By Devin Dwyer
By the time Mohammad Abdollahi figured out he had been living in the United States illegally for more than a decade, he also knew that his personal safety would depend on being able to stay in the country he calls home.
Abdollahi, a 24 year-old Iranian who was raised in Ann Arbor, Michigan, came to the U.S. as a child when his parents immigrated to study at a state university. He says he learned of his undocumented status in high school, which is also when he first began identifying as a gay man.
"It wasn't until I was 17, 18 that I began connecting the dots," he said of his situation. "I grew up in a very Muslim family. I didn't know what 'gay' meant. ... I didn't understand the gap."
Abdollahi is now facing that "gap" head on, with the looming prospect of deportation to Iran where homosexuality is a capital crime. He was detained by Immigration and Customs Enforcement authorities after a protest last month, and his removal proceedings are scheduled to commence in July.
"It's not something I can imagine," he said of the thought of returning to Iran. "It would be a very scary thing because I haven't hidden my sexuality in talking with friends or the media."
Abdollahi is one of thousands of illegal immigrants each year who seek asylum in the U.S. from physical threats abroad while simultaneously facing imminent deportation by immigration authorities.
Iran has a documented record of persecuting gays and lesbians, including by death, according to U.S. government officials and international human rights groups.
Still, Abdollahi's case for asylum is not cut and dry: As an undocumented U.S. resident for twenty years, he missed the one-year window of opportunity by law to proactively apply for protected status. He now faces the more difficult task of appealing defensively before an immigration judge.
More than 13,000 immigrants in situations such as Abdollahi's requested so-called "withholding removal" status in U.S. immigration courts last year, according to the Justice Department's Executive Office for Immigration Review. But only 14 percent of the requests were granted, reflecting a much more stringent standard than that applied to asylum applications filed by people not facing deportation.
"He's looking at having to prove greater than 50 percent chance of persecution, a clear probability of persecution," said D.C.-based immigration attorney Kimberley Schaefer, who handles asylum cases.
The risk of physical harm must also be demonstrably linked with either his race, religion, nationality, membership in a social group or political opinion, according to U.S. Citizenship and Immigration Services guidelines.
Sexual orientation is loosely classified under "membership in a social group," according to immigration officials, and has been recognized by the courts as a protected category since 1994.
"In Iran, it's illegal to be gay," said Hossein Alizadeh of the International Gay and Lesbian Human Rights Commission, who received U.S. asylum as a gay Iranian in 2001.
"Even if you're not charged, however, you face the threat of honor killings by family members and vigilantes. The government does nothing to protect these individuals."
The U.S. Citizenship and Immigration Service, which processes asylum applications, received 198 petitions from Iranians last year of which 91 were granted. But it's unclear how many, if any, were based on an individual's sexual orientation because the agency does not track those statistics.
Rachel Tiven, executive director of Immigration Equality, which advocates for gay and lesbian asylum seekers, said the group handled more than 200 cases last year, including several from Iran.
"We see an artificially deflated number of cases from the Middle East because the opportunity for single, Arab men to get here after 9/11 is very low," she said. "But we do see them."
The extension of asylum to individuals such as Abdollahi has critics, however, who warn that the system is prone to fraud and abuse, employing too loose a standard to ensure protection of a worthy few. Two recent high-profile cases in Washington State and Pennsylvania exposed rings of asylum seekers appealing for and receiving asylum based on phony claims of persecution and sexual orientation.
Still, Abdollahi, who dreams of being a social worker in his Michigan community, says he's confident, with the help of his pro bono attorney, that a judge will look favorably on his case.
"The two vectors in his case, like most glbt asylum cases, is 'are you who you say you are, are you gay?' and the other piece is 'how bad is it in the country you left?'," said Tiven.
A judge will decide whether the accumulated record of human rights abuses in Iran and testimonies from Abdollahi and his friends about his sexuality are incompatible and sufficient reasons to allow him to stay.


§ **Activity**
Every single entry needs to appear again exactly as given.

§ **Source data**
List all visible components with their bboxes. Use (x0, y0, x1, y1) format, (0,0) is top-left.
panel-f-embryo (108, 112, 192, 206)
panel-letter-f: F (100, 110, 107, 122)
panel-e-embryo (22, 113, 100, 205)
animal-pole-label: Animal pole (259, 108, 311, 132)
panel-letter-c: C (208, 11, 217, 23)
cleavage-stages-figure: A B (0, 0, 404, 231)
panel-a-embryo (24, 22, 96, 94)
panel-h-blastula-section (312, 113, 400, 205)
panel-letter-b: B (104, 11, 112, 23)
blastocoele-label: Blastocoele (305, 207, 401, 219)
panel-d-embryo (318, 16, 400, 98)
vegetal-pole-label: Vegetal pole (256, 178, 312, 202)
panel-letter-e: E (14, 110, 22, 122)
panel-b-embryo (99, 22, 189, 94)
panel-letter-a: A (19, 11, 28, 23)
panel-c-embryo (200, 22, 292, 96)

§ **Response below**
List all visible components with their bboxes. Use (x0, y0, x1, y1) format, (0,0) is top-left.
panel-f-embryo (108, 112, 192, 206)
panel-letter-f: F (100, 110, 107, 122)
panel-e-embryo (22, 113, 100, 205)
animal-pole-label: Animal pole (259, 108, 311, 132)
panel-letter-c: C (208, 11, 217, 23)
cleavage-stages-figure: A B (0, 0, 404, 231)
panel-a-embryo (24, 22, 96, 94)
panel-h-blastula-section (312, 113, 400, 205)
panel-letter-b: B (104, 11, 112, 23)
blastocoele-label: Blastocoele (305, 207, 401, 219)
panel-d-embryo (318, 16, 400, 98)
vegetal-pole-label: Vegetal pole (256, 178, 312, 202)
panel-letter-e: E (14, 110, 22, 122)
panel-b-embryo (99, 22, 189, 94)
panel-letter-a: A (19, 11, 28, 23)
panel-c-embryo (200, 22, 292, 96)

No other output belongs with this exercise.